On 11/21/2012 5:58 PM, zuzia wrote:
...[top posting repaired--please don't do that--hard follow conversation
makes]...
Post by zuzia Post by dpbPost by zuzia I'm working on a specific matrix and I need to normalize the sum of the
elements in all the rows and all the columns to be equal to 1. I have
managed to create the codes to do both separately but does anyone know
how to obtain both simultaneously?
thank you!!!
Taking "all the rows and all the columns" literally,
x=x/sum(x(:));
If you mean each row and column simultaneously to sum to 1, otomh I
don't think there's a guarantee that has a solution; at least w/
linear weights.
It would be S_j(w(i,j).*x(i,j)) + S_i(w(i,j).*x(i,j)) = 2
and try to solve for w
Yes, I meant EACH of them equal to 1, not all of them simultaneously.
B = A;
columnSums = sum(B);
for i = 1:numel(columnSums)
B(:,i) = B(:,i)./columnSums(i);
end
(for summing the columns)
and B = A;
rowSums = sum(transpose (A));
for j = 1:numel(rowSums)
B(j,:) = B(j,:)./rowSums(j);
end
(for summing the rows).
Post by dpbDo you think it's possible just to impose a condition applying them both
together? Or otherwise maybe you could please explain your command?

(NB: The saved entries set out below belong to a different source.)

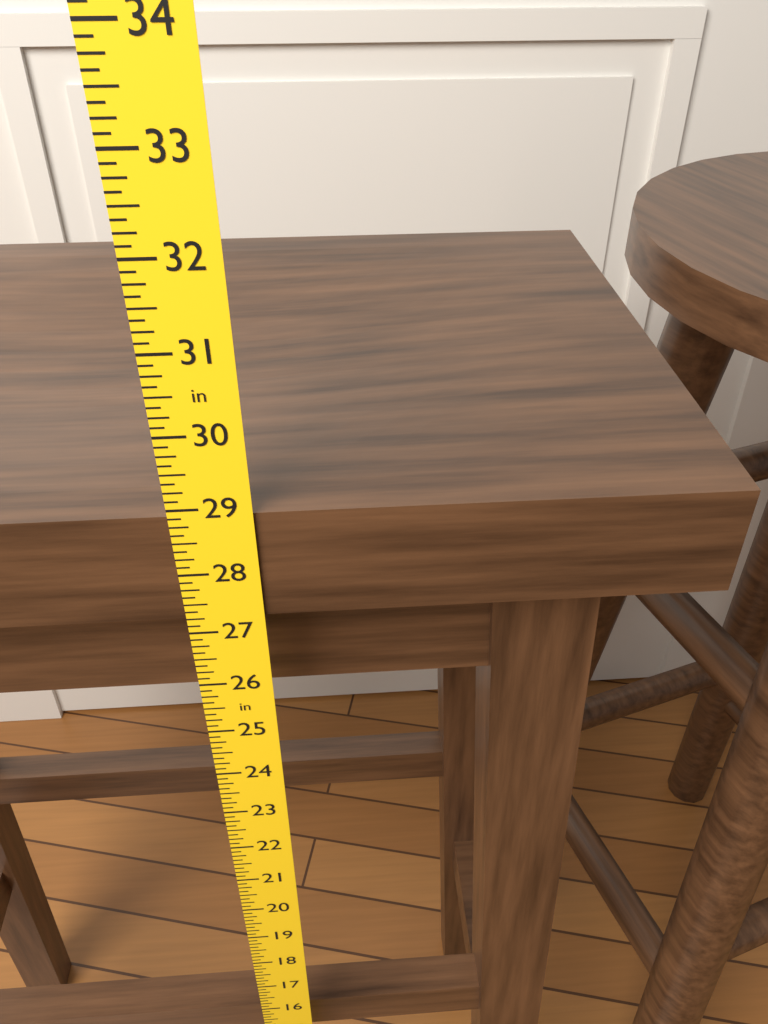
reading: 28.875 in
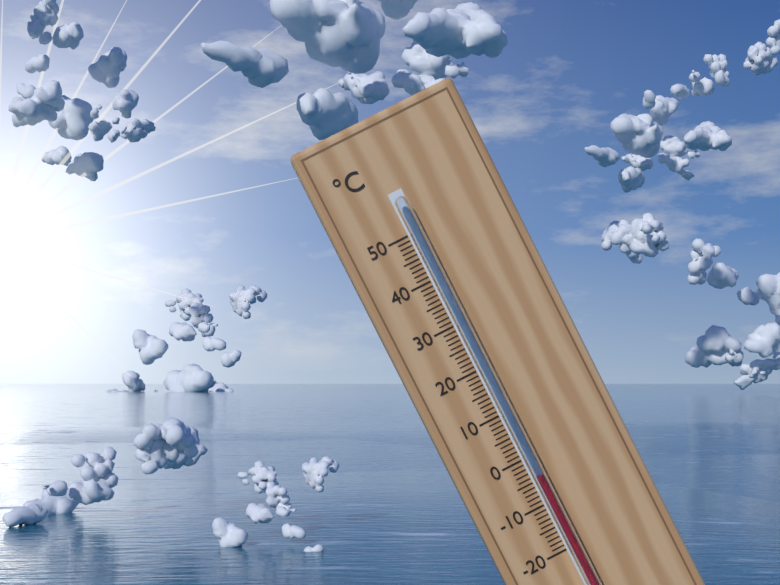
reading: -4 °C
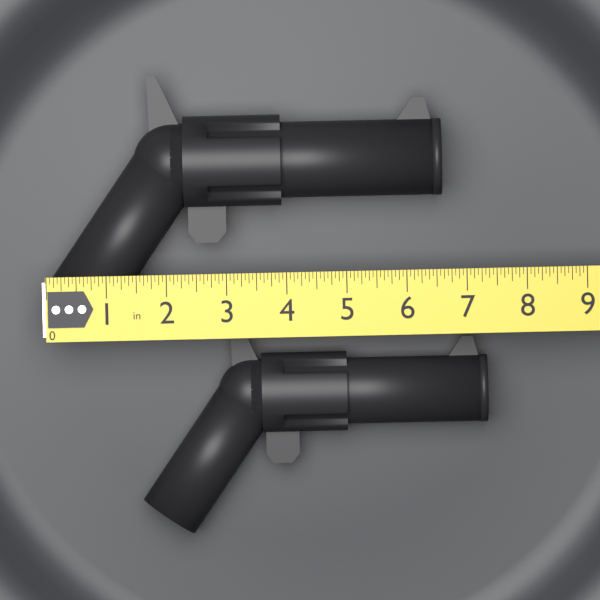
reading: 6.6250 in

I don't see how. You've got nXm coefficients to determine from only n+m
equations.
As for the above, you can write it as
B=A./repmat(sum(A),size(A,1),1); % columns
B=A./repmat(sum(A,2),1,size(A,2)); % columns
I'm still not clear on what you really mean w/ "not all simultaneously"
and then "applying both together". It seems to be s dichotomy.
But if you mean just one row/column pair at a time, consider a 2x2
example. You'd have
x(1,1)*w(1,1)+x(2,1)*w(2,1)=1 % 1st column
x(1,1)*w(1,1)+x(1,2)*w(1,2)=1 % 1st row
That's determining three unknown weights w/ only two equations and as
the array gets larger you add more weights but no more constraints.